The last section of the book, "The Importance of Design, or What Can Architecture Do?," presents nearly two-dozen built projects in Europe and the United States, most of them examples of supportive housing, with two exceptions: OMA's Seattle Public Library, an inclusive space that offers a number of programs (psychological counseling, medical help, job training, assistance in securing housing) targeted to homeless visitors; and a proposal (now built) for a mausoleum in Santiago, Chile, exclusively for people experiencing homelessness when they died. The architectural standouts are clearly the projects Michael Maltzan has designed for the Skid Row Housing Trust in Los Angeles, including the Star Apartments on the cover.
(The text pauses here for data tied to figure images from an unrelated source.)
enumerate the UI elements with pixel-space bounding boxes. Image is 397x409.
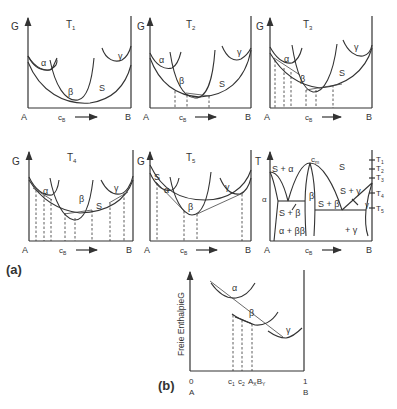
beta-label: β [179,76,184,86]
x-left-label: A [264,112,270,122]
beta-curve [292,44,337,92]
panel-t1: G T1 α β γ S A B cB [11,16,131,123]
s-label: S [99,83,105,93]
alpha-solidus [270,172,278,201]
compound-label: AXBY [248,377,266,387]
common-tangent [306,84,342,90]
cm-label: cm [311,155,319,165]
x-right-label: B [125,112,131,122]
alpha-label: α [43,186,48,196]
beta-curve [235,312,278,325]
s-label: S [219,79,225,89]
part-a-label: (a) [6,262,22,277]
region-gamma: γ [365,200,369,209]
t3-tick-label: T3 [376,173,384,183]
panel-b: Freie EnthalpieG α β γ 0 A 1 B c1 c2 AXB… [176,270,308,397]
beta-label: β [300,74,305,84]
region-s: S [339,162,345,172]
alpha-label: α [284,54,289,64]
temp-label: T2 [186,19,196,31]
cb-label: cB [59,246,67,256]
x-right-label: B [303,388,308,397]
panel-t5: G G T5 S α β γ A B cB [136,150,251,256]
x-one-label: 1 [303,377,308,386]
temp-label: T1 [66,19,76,31]
beta-label: β [249,308,254,318]
c1-label: c1 [228,377,235,387]
alpha-label: α [164,185,169,195]
free-energy-diagram-figure: G T1 α β γ S A B cB G G T2 α β γ S A [0,0,397,409]
beta-label: β [188,202,193,212]
x-left-label: A [189,388,195,397]
region-alpha-beta: α + ββ [279,226,305,236]
s-curve [150,50,251,97]
panel-t3: T3 α β γ S A B cB [264,16,372,123]
cb-label: cB [305,246,313,256]
region-alpha: α [262,195,267,204]
x-zero-label: 0 [189,377,194,386]
panel-t4: G T4 α β γ S A B cB [12,150,133,256]
region-s-gamma: S + γ [340,186,361,196]
x-right-label: B [245,245,251,255]
x-left-label: A [22,245,28,255]
cb-label: cB [58,113,66,123]
temp-label: T5 [186,152,196,164]
alpha-solvus [274,201,278,241]
x-left-label: A [264,245,270,255]
t-label: T [255,156,261,167]
cb-label: cB [179,113,187,123]
gamma-label: γ [286,325,291,335]
beta-curve [50,178,93,220]
t5-tick-label: T5 [376,204,384,214]
gamma-label: γ [354,42,359,52]
region-beta: β [309,191,314,201]
s-label: S [154,172,160,182]
x-right-label: B [366,245,372,255]
region-s-alpha: S + α [272,164,293,174]
alpha-liquidus [270,172,288,201]
g-label: G [256,21,264,32]
temp-label: T4 [67,152,77,164]
cb-label: cB [305,113,313,123]
pointer-line-2 [352,199,358,205]
s-label: S [96,201,102,211]
s-label: S [339,68,345,78]
temp-label: T3 [303,19,313,31]
alpha-label: α [41,58,46,68]
alpha-label: α [159,55,164,65]
x-right-label: B [245,112,251,122]
gamma-label: γ [114,183,119,193]
beta-label: β [68,87,73,97]
s-curve [28,62,131,103]
x-left-label: A [144,245,150,255]
alpha-curve [150,52,181,68]
x-right-label: B [126,245,132,255]
part-b-label: (b) [158,378,175,393]
free-enthalpy-label: Freie EnthalpieG [176,292,186,356]
x-right-label: B [366,112,372,122]
gamma-solvus [366,210,368,236]
common-tangent [156,182,185,212]
region-s-beta-right: S + β [318,199,339,209]
cb-label: cB [180,246,188,256]
gamma-curve [102,46,131,61]
region-s-beta-left: S + β [279,208,300,218]
panel-t2: G G T2 α β γ S A B cB [137,16,264,123]
x-left-label: A [143,112,149,122]
gamma-label: γ [225,182,230,192]
c2-label: c2 [238,377,245,387]
g-label: G [11,21,19,32]
region-plus-gamma: + γ [345,225,358,235]
gamma-label: γ [237,47,242,57]
common-tangent [210,281,283,337]
g-label-left: G [137,21,145,32]
t4-tick-label: T4 [376,189,384,199]
x-left-label: A [21,112,27,122]
alpha-label: α [232,283,237,293]
phase-diagram: T T1 T2 T3 T4 T5 S + α [255,150,384,256]
g-label: G [12,156,20,167]
gamma-label: γ [118,51,123,61]
beta-label: β [79,194,84,204]
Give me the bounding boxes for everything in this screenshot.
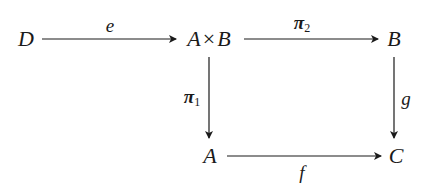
node-product-left: A (187, 26, 200, 51)
edge-label-f-text: f (299, 162, 304, 183)
edge-label-g: g (401, 89, 411, 108)
node-d: D (18, 28, 34, 50)
node-product-right: B (217, 26, 230, 51)
node-c: C (389, 145, 404, 167)
node-b: B (387, 28, 400, 50)
node-b-label: B (387, 26, 400, 51)
edge-label-pi2-sub: 2 (304, 21, 310, 35)
edge-label-e: e (106, 16, 114, 35)
edge-label-pi2-base: π (294, 12, 304, 33)
edge-label-pi1-base: π (184, 86, 194, 107)
edge-label-g-text: g (401, 88, 411, 109)
edge-label-e-text: e (106, 15, 114, 36)
node-a-label: A (203, 143, 216, 168)
edge-label-pi1-sub: 1 (194, 95, 200, 109)
node-product-a-b: A×B (187, 28, 230, 50)
edge-label-f: f (299, 163, 304, 182)
node-c-label: C (389, 143, 404, 168)
edge-label-pi1: π1 (184, 87, 200, 112)
edge-label-pi2: π2 (294, 13, 310, 38)
product-operator: × (203, 26, 215, 51)
node-a: A (203, 145, 216, 167)
node-d-label: D (18, 26, 34, 51)
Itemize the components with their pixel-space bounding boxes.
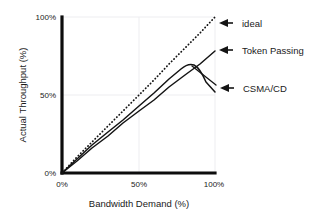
annotation-label-ideal: ideal [242,18,262,29]
y-tick-label-50: 50% [40,91,56,100]
y-axis-title: Actual Throughput (%) [17,48,28,143]
x-tick-label-100: 100% [204,180,224,189]
y-tick-label-100: 100% [36,13,56,22]
y-tick-label-0: 0% [44,169,56,178]
chart-background [0,0,331,220]
x-tick-label-0: 0% [56,180,68,189]
annotation-label-csma-cd: CSMA/CD [243,83,287,94]
x-axis-title: Bandwidth Demand (%) [89,198,189,209]
throughput-vs-demand-chart: 100% 50% 0% 0% 50% 100% Bandwidth Demand… [0,0,331,220]
chart-figure: 100% 50% 0% 0% 50% 100% Bandwidth Demand… [0,0,331,220]
x-tick-label-50: 50% [131,180,147,189]
annotation-label-token-passing: Token Passing [242,45,304,56]
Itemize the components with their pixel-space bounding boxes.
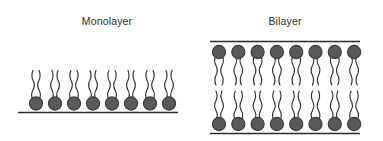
lipid-head (48, 97, 61, 110)
lipid-head (124, 97, 137, 110)
lipid-head (270, 117, 283, 130)
lipid-diagram-figure: Monolayer Bilayer (0, 0, 383, 141)
lipid-head (162, 97, 175, 110)
lipid-head (251, 45, 264, 58)
monolayer-label: Monolayer (82, 15, 133, 27)
lipid-head (29, 97, 42, 110)
lipid-head (348, 45, 361, 58)
lipid-head (328, 45, 341, 58)
lipid-head (270, 45, 283, 58)
lipid-head (251, 117, 264, 130)
lipid-head (328, 117, 341, 130)
lipid-head (290, 117, 303, 130)
lipid-head (212, 117, 225, 130)
lipid-head (290, 45, 303, 58)
lipid-head (309, 45, 322, 58)
lipid-diagram-canvas: Monolayer Bilayer (0, 0, 383, 141)
lipid-head (67, 97, 80, 110)
lipid-head (348, 117, 361, 130)
lipid-head (105, 97, 118, 110)
lipid-head (143, 97, 156, 110)
lipid-head (86, 97, 99, 110)
lipid-head (309, 117, 322, 130)
lipid-head (232, 117, 245, 130)
lipid-head (212, 45, 225, 58)
bilayer-label: Bilayer (268, 15, 301, 27)
lipid-head (232, 45, 245, 58)
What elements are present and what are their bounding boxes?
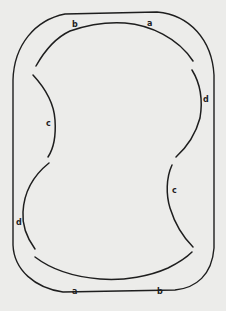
label-right-c: c (172, 186, 177, 195)
label-bottom-b: b (157, 287, 163, 296)
segment-right-c (167, 165, 193, 247)
label-left-d: d (16, 218, 22, 227)
label-left-c: c (46, 119, 51, 128)
label-right-d: d (203, 95, 209, 104)
label-top-b: b (72, 20, 78, 29)
segment-left-c (33, 75, 55, 157)
segment-top-b-a (36, 23, 193, 66)
segment-left-d (23, 163, 49, 249)
label-bottom-a: a (72, 287, 77, 296)
segment-bottom-a-b (35, 252, 192, 279)
track-diagram: b a d c c d a b (0, 0, 226, 311)
label-top-a: a (147, 19, 152, 28)
segment-right-d (176, 70, 201, 157)
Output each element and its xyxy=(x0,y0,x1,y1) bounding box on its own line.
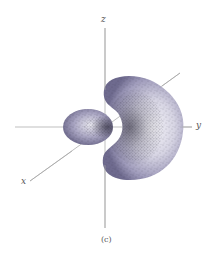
small-lobe xyxy=(60,105,116,150)
z-axis-label: z xyxy=(101,15,106,24)
orbital-plot xyxy=(0,0,213,256)
y-axis-label: y xyxy=(196,121,201,130)
orbital-diagram: z y x (c) xyxy=(0,0,213,256)
figure-caption: (c) xyxy=(101,236,112,244)
x-axis-label: x xyxy=(21,177,26,186)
Although most of the other projects don't find architects applying form-making typically reserved for the rich to homeless populations, they offer lessons in other areas, such as adaptive reuse, prefab, and unit layouts. In regards to the last, consistent floor plans and sections that highlight individual units in each project are helpful additions to the usual photographs, texts, and project data. Rounding out the book's offerings are a lengthy bibliography (unfortunately, most sources are in German) and a 16-page stapled glossary with key terms defined in the context of the exhibition, from "address" and "welfare state." Architects interested in doing something about the people in their cities who don't have safe, dignified housing should have this book.